ABSTRACT

What is “music of the Islamic world”? Indeed, what is “the Islamic world”? The “world” metaphor implies coherence, at least relative to other “worlds,” and for a particular observer. Musing freely about the “Islamic world,” one might arrive at any one of the following four definitions:

The socio-cultural world of Islamic religious practice and discourse, over time and space. Though diverse, significant internal linkages lend coherence; this world is viewed – from within and without – as “Islamic.”

The elite socio-cultural world of literate, urban Muslim-majority communities that arose and flourished as a consequence of Islamic political expansion which outside observers have associated with Islam, what Marshall Hodgson called “Islamicate.”

The socio-cultural world of Muslim communities everywhere. This enormous “world” – reified mainly from an outsider perspective that views religion as providing the overriding cultural identity for all Muslims – is diverse to the point of incoherence.

The cosmos, as viewed from an Islamic perspective, i.e., the Islamic world-view, through which the universe, a temporal creation of the unitary uncreated Divine Reality (Allāh), is full of signs (āyāt) pointing to its Divine source.

Using the above definitions, “music of the Islamic world” may be defined, respectively, as the following categories: (1) religious music, used in Islamic practices; (2) Islamicate music: music of the elite culture associated with Muslim rule; (3) Muslim music: all music consumed or produced by Muslims; and (4) music symbolically encoding the traditional Islamic world-view, what might be termed “spiritual” (rather than overtly religious) music.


_YOUR GOAL:_
In the records below, the line that contains "Expose *human eye* location." marks the start. Copy it and each line after it through the end, exactly, without pictures.

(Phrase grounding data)
=====
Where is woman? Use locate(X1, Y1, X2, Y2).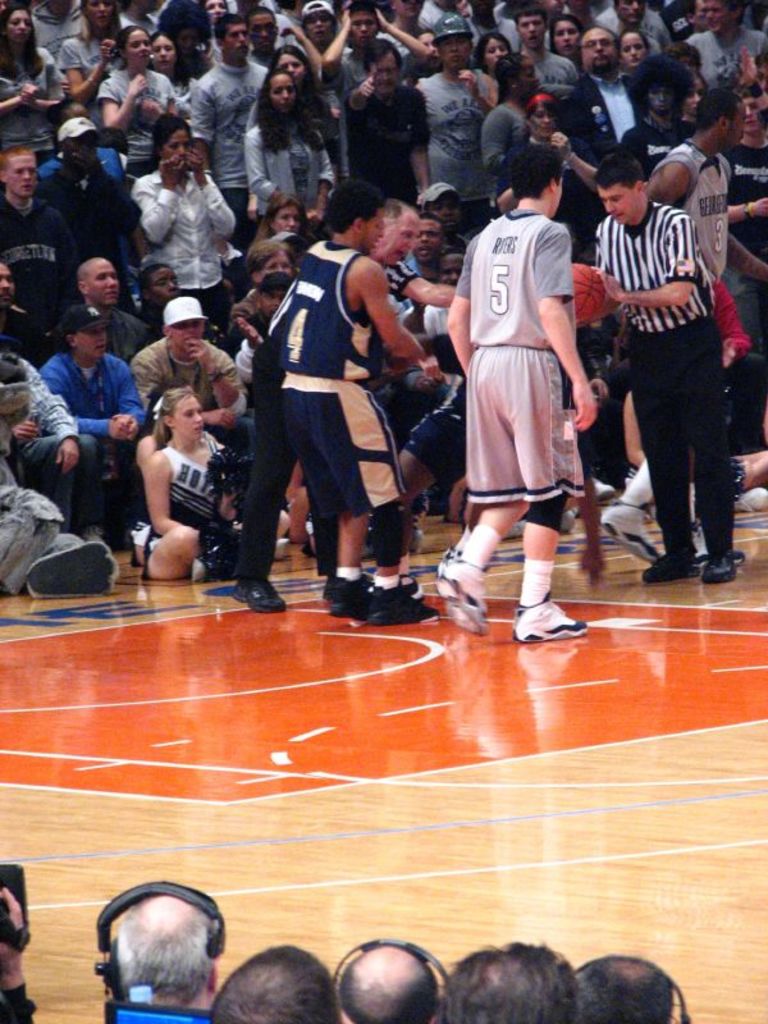
locate(676, 69, 709, 137).
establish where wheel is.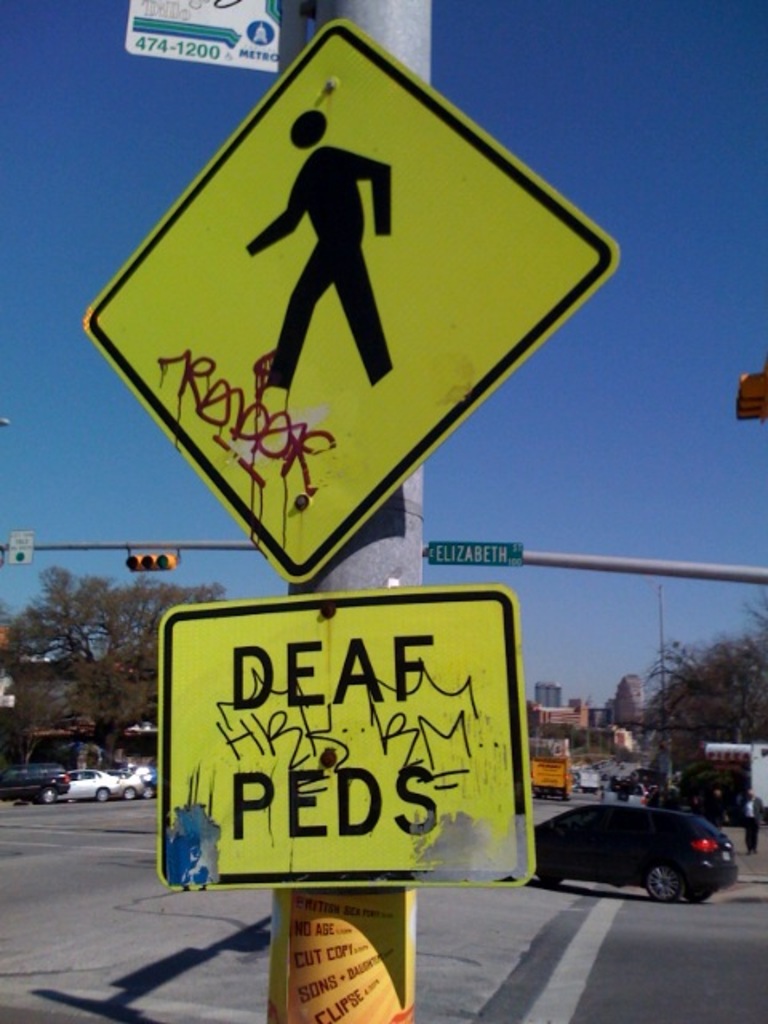
Established at 682, 883, 710, 902.
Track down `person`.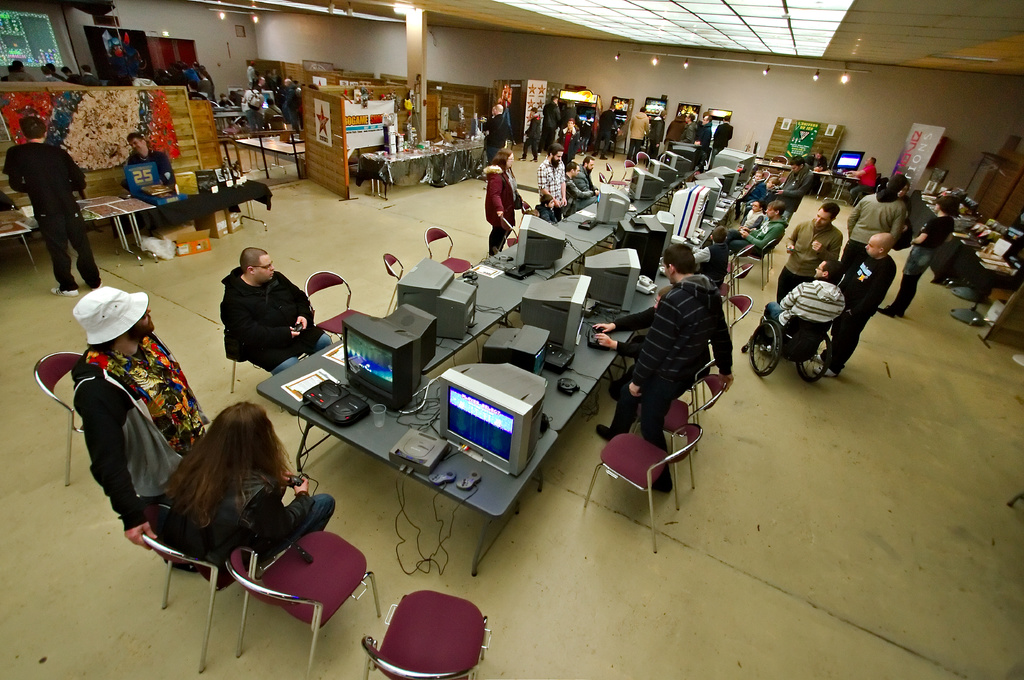
Tracked to box=[255, 79, 268, 96].
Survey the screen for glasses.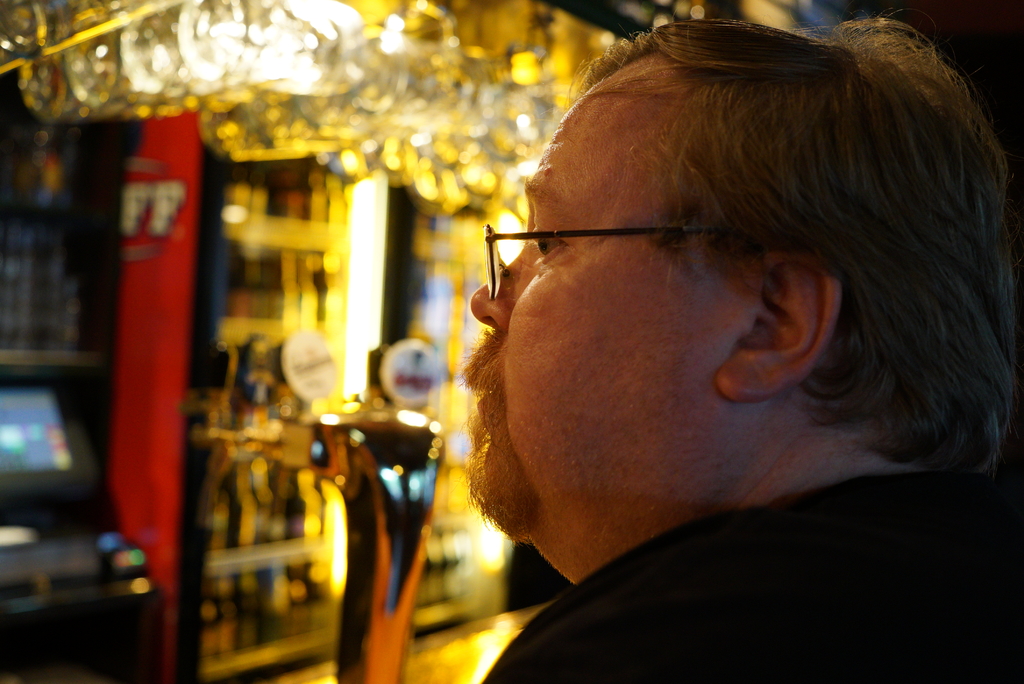
Survey found: {"x1": 486, "y1": 225, "x2": 712, "y2": 302}.
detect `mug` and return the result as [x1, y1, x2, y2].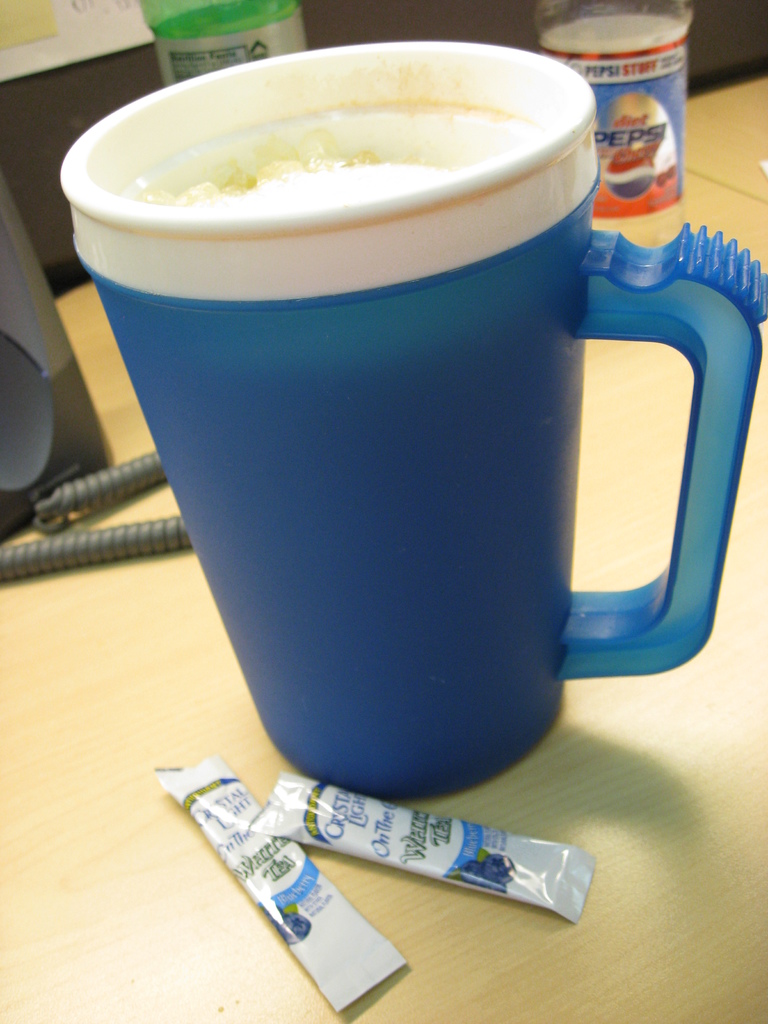
[60, 40, 767, 803].
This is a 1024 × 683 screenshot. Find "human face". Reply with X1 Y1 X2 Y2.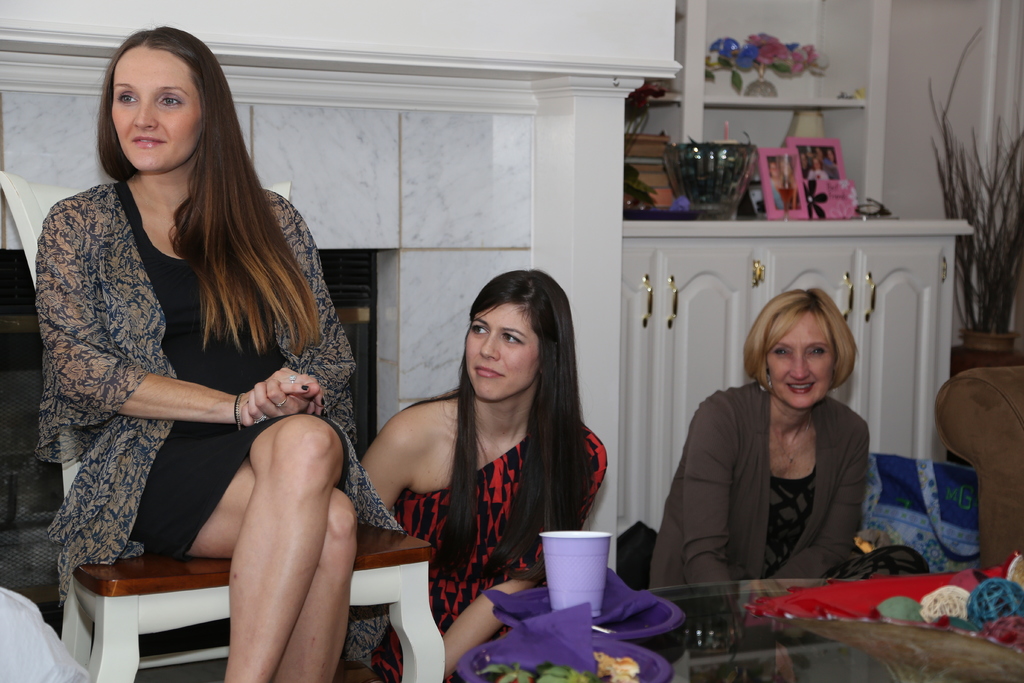
111 47 204 174.
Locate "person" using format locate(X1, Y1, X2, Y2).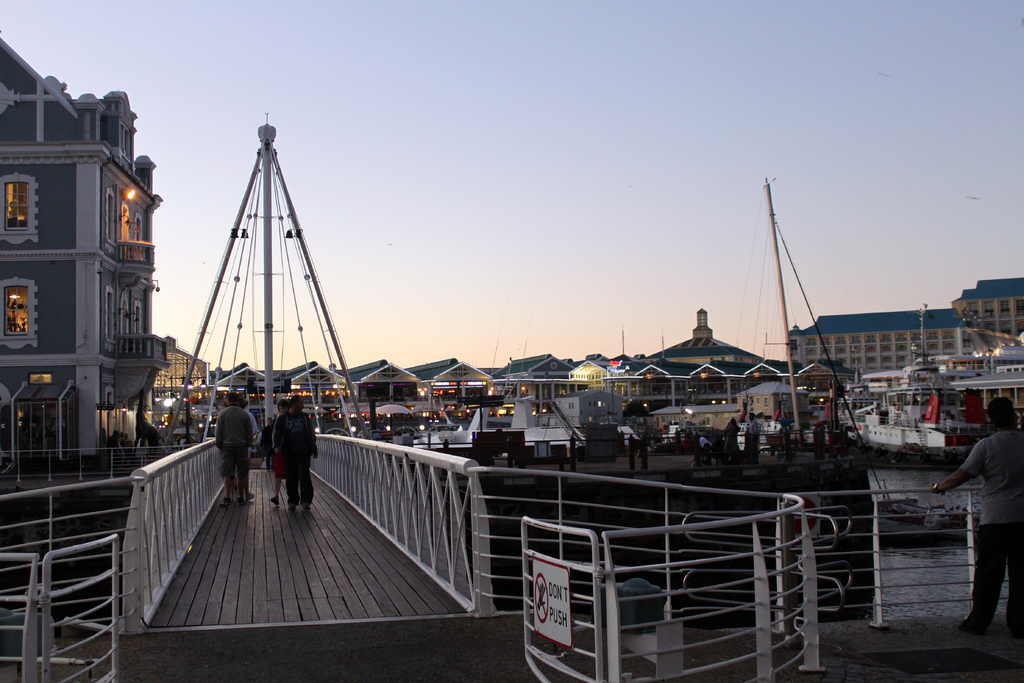
locate(749, 413, 760, 436).
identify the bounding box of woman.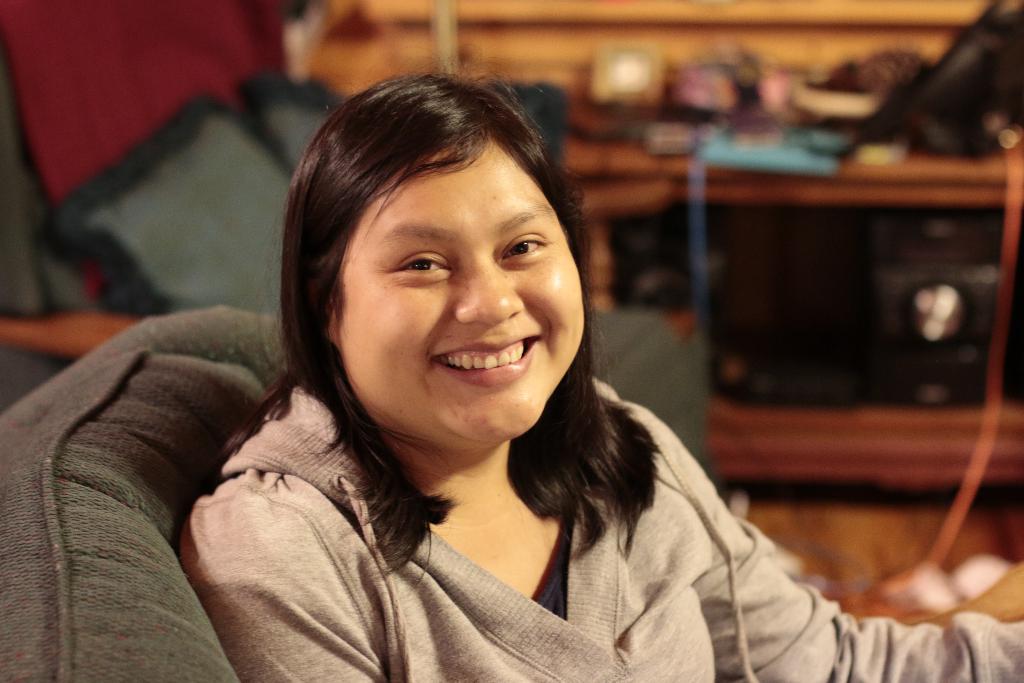
[172,53,1023,682].
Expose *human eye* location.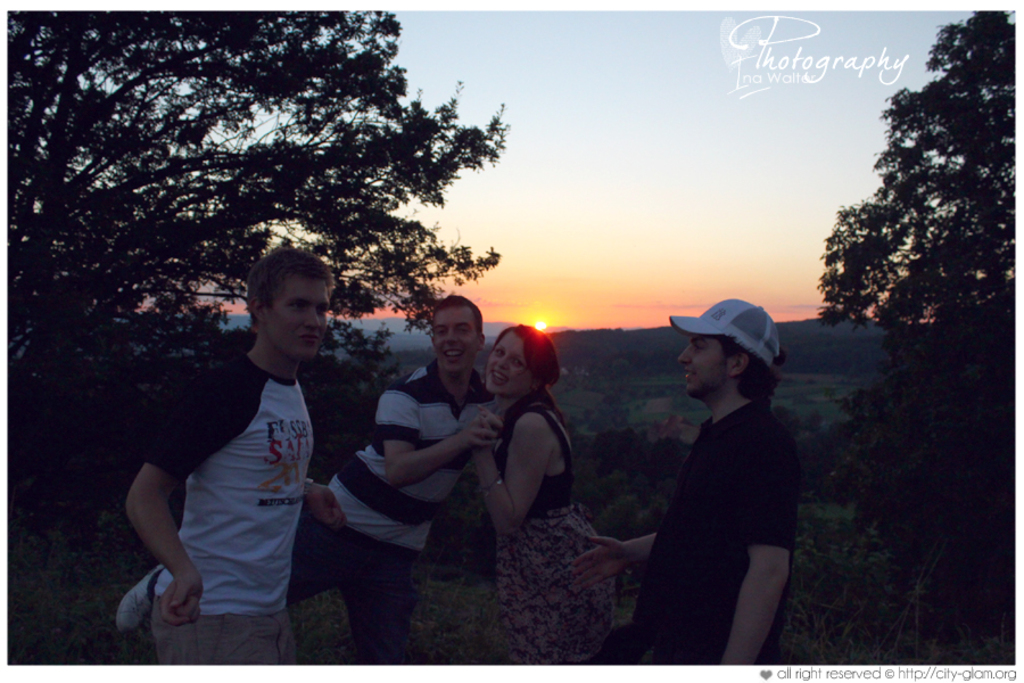
Exposed at [x1=436, y1=326, x2=447, y2=337].
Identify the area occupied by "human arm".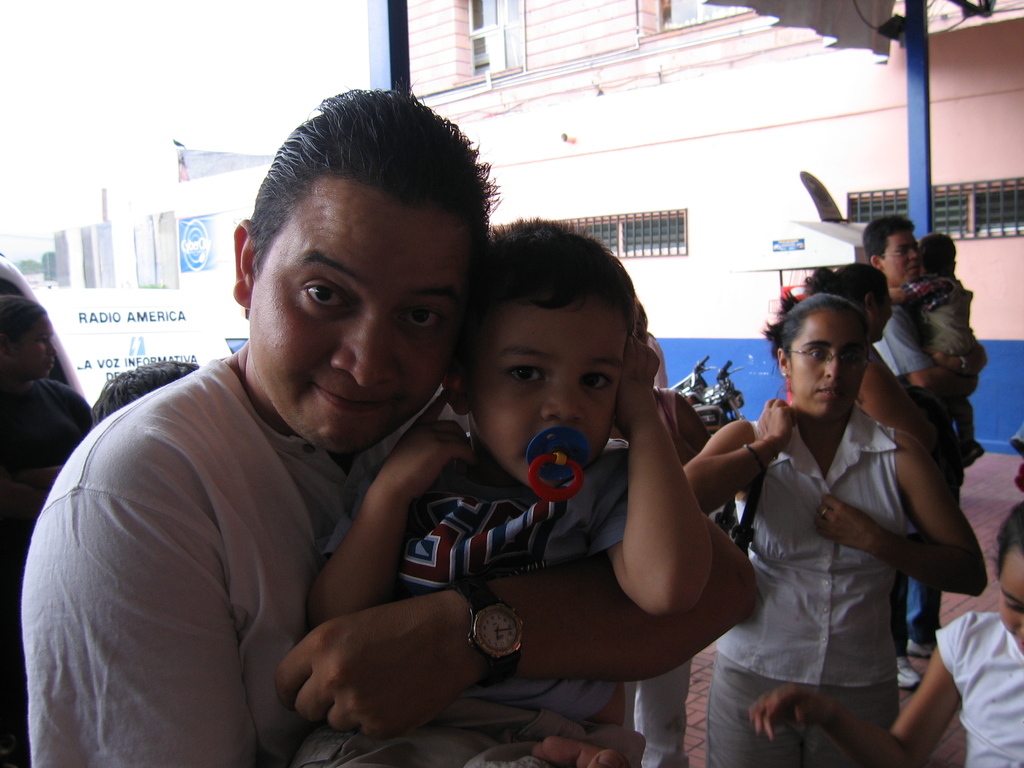
Area: [left=310, top=390, right=476, bottom=631].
=====
_RESULT BELOW:_
Expose *human eye* location.
Exposed at [x1=436, y1=326, x2=447, y2=337].
Identify the area occupied by "human arm".
Area: [left=310, top=390, right=476, bottom=631].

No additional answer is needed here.